Smith and Burke both would have defended a better picture of the human person than is often on offer today. Just as we should not view the person as an atomistic individual arising out of nothing, so too we shouldn’t treat the human person as part of a collective while viewing the person in materialistic terms. This results in a government that is simply a crass distributor or redistributor of material goods, according to some standard of fairness or justice. Much of Burke’s opposition to government assistance in times of crisis can be seen as an attempt to keep government from becoming such a debased and corrupt institution. The government has other things to be concerned about and runs the risk of turning into quasi-legitimate coercive syndicate if it loses its grounding in a higher calling.
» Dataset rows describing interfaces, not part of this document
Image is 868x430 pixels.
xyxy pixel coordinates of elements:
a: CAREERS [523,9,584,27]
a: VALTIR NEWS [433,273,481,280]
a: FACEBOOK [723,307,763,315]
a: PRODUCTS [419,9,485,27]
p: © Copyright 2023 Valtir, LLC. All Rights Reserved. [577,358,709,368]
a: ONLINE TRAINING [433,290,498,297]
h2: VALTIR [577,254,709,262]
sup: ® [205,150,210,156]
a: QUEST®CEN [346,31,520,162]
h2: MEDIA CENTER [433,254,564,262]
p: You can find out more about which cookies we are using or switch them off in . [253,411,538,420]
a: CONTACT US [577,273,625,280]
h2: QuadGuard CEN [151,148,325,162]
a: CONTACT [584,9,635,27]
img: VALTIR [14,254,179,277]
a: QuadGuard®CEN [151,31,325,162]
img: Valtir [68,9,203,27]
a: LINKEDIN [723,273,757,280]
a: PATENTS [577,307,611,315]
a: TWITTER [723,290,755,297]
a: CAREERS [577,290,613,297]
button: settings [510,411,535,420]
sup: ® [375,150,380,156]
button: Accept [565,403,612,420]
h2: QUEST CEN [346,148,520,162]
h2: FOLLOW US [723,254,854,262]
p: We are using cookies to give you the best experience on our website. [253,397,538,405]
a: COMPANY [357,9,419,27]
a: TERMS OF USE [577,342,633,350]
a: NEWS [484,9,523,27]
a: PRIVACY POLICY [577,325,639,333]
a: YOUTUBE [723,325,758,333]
There needs to be a recovery of the great tradition of the natural law, both in Christian perspective and as relates to the discipline of political economy. The rule of law, as an expression of and grounded in the natural order, is critical to parsing the proper responsibilities of various institutions, including the state, the market, the church, and the family, and keeping them oriented to their proper ends and providing guidelines and guidance for reform where corruptions will inevitably occur.
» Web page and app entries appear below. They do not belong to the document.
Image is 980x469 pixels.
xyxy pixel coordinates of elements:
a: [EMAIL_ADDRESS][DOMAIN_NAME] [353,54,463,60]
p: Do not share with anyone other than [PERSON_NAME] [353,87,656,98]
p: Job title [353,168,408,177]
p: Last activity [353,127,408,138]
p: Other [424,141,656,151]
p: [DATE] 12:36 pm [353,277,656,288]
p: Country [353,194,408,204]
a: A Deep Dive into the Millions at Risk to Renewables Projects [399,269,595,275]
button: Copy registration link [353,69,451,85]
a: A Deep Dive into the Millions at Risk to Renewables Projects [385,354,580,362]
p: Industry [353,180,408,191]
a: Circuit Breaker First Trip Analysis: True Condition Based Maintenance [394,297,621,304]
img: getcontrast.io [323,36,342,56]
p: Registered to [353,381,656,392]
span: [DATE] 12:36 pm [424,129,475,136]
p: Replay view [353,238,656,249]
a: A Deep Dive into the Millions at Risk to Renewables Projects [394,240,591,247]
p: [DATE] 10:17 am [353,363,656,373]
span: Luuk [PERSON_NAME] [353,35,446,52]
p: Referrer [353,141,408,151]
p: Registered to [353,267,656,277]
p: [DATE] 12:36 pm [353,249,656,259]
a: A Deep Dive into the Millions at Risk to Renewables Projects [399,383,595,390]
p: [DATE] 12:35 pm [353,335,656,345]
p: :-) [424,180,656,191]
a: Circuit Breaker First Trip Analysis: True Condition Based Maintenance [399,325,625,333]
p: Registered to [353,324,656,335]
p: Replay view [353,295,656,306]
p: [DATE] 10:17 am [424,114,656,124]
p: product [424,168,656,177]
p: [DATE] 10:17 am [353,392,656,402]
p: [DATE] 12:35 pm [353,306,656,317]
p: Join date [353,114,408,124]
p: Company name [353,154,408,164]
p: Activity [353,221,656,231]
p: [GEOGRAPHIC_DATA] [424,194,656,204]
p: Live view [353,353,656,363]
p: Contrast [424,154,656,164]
If there is a natural order to things, then we can expect to see somewhat regular patterns develop over time. In some ways this is an empirical matter for social science as well as something to be investigated historically. Recognition of this entails a healthy respect for the past. Spontaneous order can be seen as arising without centrally planned human supervision, but it does not arise metaphysically ex nihilo or entirely de novo. Cultural institutions, custom, tradition, technique, technology, and knowledge have all been passed down and form the basis for further development.
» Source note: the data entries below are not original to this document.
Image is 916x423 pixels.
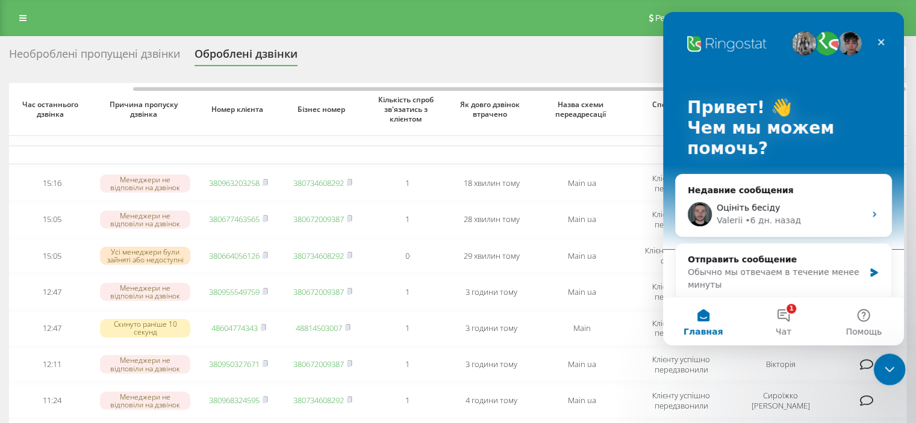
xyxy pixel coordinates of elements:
td: 28 хвилин тому [449,203,534,237]
a: 380672009387 [293,359,344,370]
span: Час останнього дзвінка [19,100,84,119]
td: Main [534,311,630,345]
span: Назва схеми переадресації [544,100,620,119]
a: 48604774343 [211,323,258,334]
td: Main ua [534,275,630,309]
div: Менеджери не відповіли на дзвінок [100,283,190,301]
td: Main ua [534,384,630,418]
td: Main ua [534,167,630,201]
div: Менеджери не відповіли на дзвінок [100,355,190,373]
td: Клієнт передзвонив самостійно [630,239,732,273]
span: Спосіб обробки дзвінка [641,100,722,119]
td: 18 хвилин тому [449,167,534,201]
td: Клієнту успішно передзвонили [630,275,732,309]
td: 1 [365,311,449,345]
td: 15:05 [10,203,94,237]
a: 380672009387 [293,287,344,297]
a: 380672009387 [293,214,344,225]
span: Кількість спроб зв'язатись з клієнтом [375,95,440,123]
a: 48814503007 [296,323,342,334]
div: Менеджери не відповіли на дзвінок [100,392,190,410]
span: Бізнес номер [290,105,355,114]
td: 11:24 [10,384,94,418]
iframe: Intercom live chat [663,12,904,346]
iframe: Intercom live chat [874,354,906,386]
td: 29 хвилин тому [449,239,534,273]
td: 3 години тому [449,311,534,345]
td: Клієнту успішно передзвонили [630,203,732,237]
span: Як довго дзвінок втрачено [459,100,524,119]
a: 380734608292 [293,251,344,261]
td: 12:11 [10,348,94,382]
td: 1 [365,275,449,309]
div: Оброблені дзвінки [195,48,297,66]
td: 12:47 [10,275,94,309]
td: 3 години тому [449,275,534,309]
a: 380664056126 [209,251,260,261]
td: Вікторія [732,348,829,382]
div: Усі менеджери були зайняті або недоступні [100,247,190,265]
div: Скинуто раніше 10 секунд [100,319,190,337]
div: Менеджери не відповіли на дзвінок [100,175,190,193]
td: Клієнту успішно передзвонили [630,384,732,418]
td: Main ua [534,203,630,237]
a: 380955549759 [209,287,260,297]
td: 1 [365,167,449,201]
td: 12:47 [10,311,94,345]
td: Клієнту успішно передзвонили [630,311,732,345]
a: 380950327671 [209,359,260,370]
span: Причина пропуску дзвінка [105,100,186,119]
a: 380677463565 [209,214,260,225]
td: Клієнту успішно передзвонили [630,348,732,382]
div: Необроблені пропущені дзвінки [9,48,180,66]
td: 0 [365,239,449,273]
td: 4 години тому [449,384,534,418]
span: Реферальна програма [655,13,744,23]
td: 15:05 [10,239,94,273]
td: Сироїжко [PERSON_NAME] [732,384,829,418]
td: 1 [365,203,449,237]
td: 1 [365,384,449,418]
td: 15:16 [10,167,94,201]
td: Клієнту успішно передзвонили [630,167,732,201]
a: 380963203258 [209,178,260,188]
td: Main ua [534,348,630,382]
td: 3 години тому [449,348,534,382]
span: Номер клієнта [206,105,271,114]
div: Менеджери не відповіли на дзвінок [100,211,190,229]
a: 380968324595 [209,395,260,406]
td: 1 [365,348,449,382]
a: 380734608292 [293,178,344,188]
td: Main ua [534,239,630,273]
a: 380734608292 [293,395,344,406]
Finally, we need to recover a distinction between liberty and license, and a very similar distinction between legality and morality. For too many, these are not distinguishable, but the whole thrust of the necessary connection between virtue and liberty requires us to distinguish that which we are able to do from that which we ought to do, that which we could do from that which we may do. There are freedom-destroying exercises of freedom that need to be recognized and avoided, and in some cases legislated against.

The relationship between Burke and Smith, and between ethics and political economy, can help us to see that if we desire a less coercive external authority, then we must cultivate the individual and institutional virtues that are required for self-government. As Burke memorably put it, “Society cannot exist, unless a controlling power upon will and appetite be placed somewhere; and the less of it there is within, the more there must be without.”

The future of the fusion between moral virtue and social liberty, the great achievement of the west, is a challenge of the utmost importance today. As David Brooks warns, “These days, the whole idea of Western civ is assumed to be reactionary and oppressive. All I can say is, if you think that was reactionary and oppressive, wait until you get a load of the world that comes after it.” The postliberal order may very well resemble some of the worst elements of the preliberal order, unless we find a way to defend, not only in words but also in our lives, the greatest achievement of western civilization, the fusion of virtue and liberty.

Dr. Jordan J. Ballor is a senior research fellow at the Acton Institute for the Study of Religion & Liberty as well as a postdoctoral researcher with the “Moral Markets” project. This essay is adapted from a paper presented at the 2017 Henry Institute Symposium on religion and public life at Calvin College.